I’ve been thinking and doing something similar regarding the use of SOURCE_VALUE. First use case is to squirrel away debugging information, then storing structured data to be able to go back to the source in terms of string search and semi-structured string searches. In my case I use a ..: sort of format - easy to parse locally and into Java name:value sort of use. I’m leaning toward XML myself for structured object data. All internal use only during development and sorting out ETLs and interfaces.

I suggest adding site specific fields rather than packing a number of
different strings into the source columns. Same advantage as not
interfering with OHDSI tools, but saves the hassle of having to parse
strings and allows creating columns with meaningful names.

What’s that? Why aren’t the Source Concepts not giving you what you need? They have vocabulary, code and name.

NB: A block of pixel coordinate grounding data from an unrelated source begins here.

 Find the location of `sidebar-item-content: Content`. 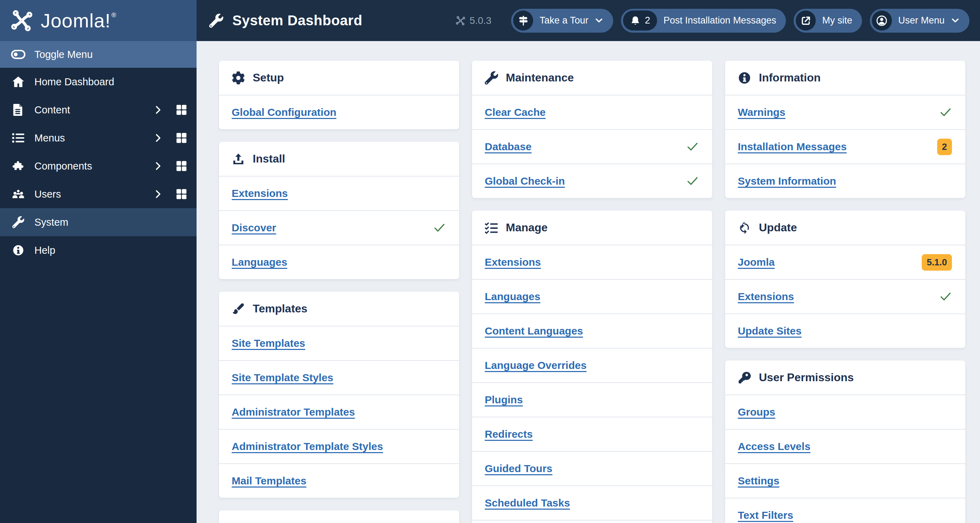

sidebar-item-content: Content is located at coordinates (98, 110). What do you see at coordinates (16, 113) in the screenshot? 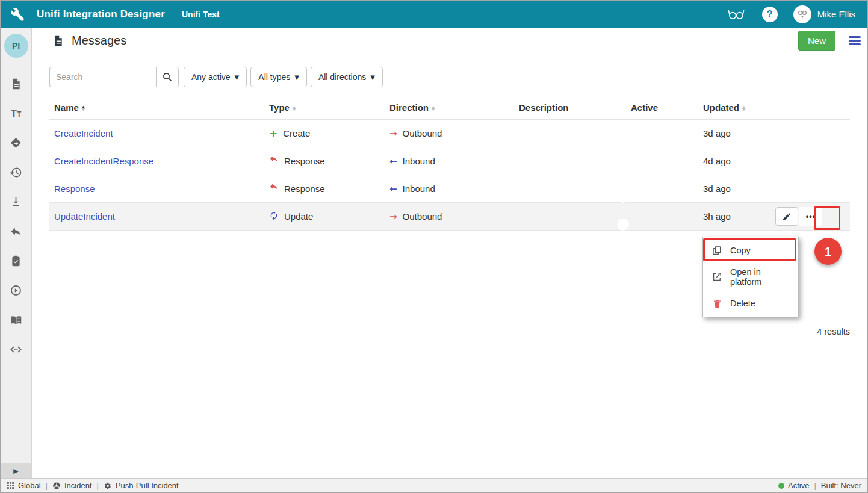
I see `text-fields-icon: TT` at bounding box center [16, 113].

Yup, a pipe-delimiter was what first struck me as a potential option based on your reply. We view the source_value columns as freebies as well - just a question of what to stick in there. I don’t necessarily view this is as only useful for these last-resort queries, though. Rather, it’s a way for users who don’t have access to the source data model to ensure that they’re querying the concepts they think they’re querying. Take the platelet example - the transition from EHR-specific components to LOINC codes is not transparent to most of our users. Plus, not all of our users have front-end EHR access, so it’s not like they can just find a patient in the front-end and see what LOINC code corresponds to a value. This would let them see that what shows up in the front end as PLATELET maps to CONCEPT_ID 3024929 and not any of the other potentially plausible concept_ids. Thanks for your input - we may end up going with this.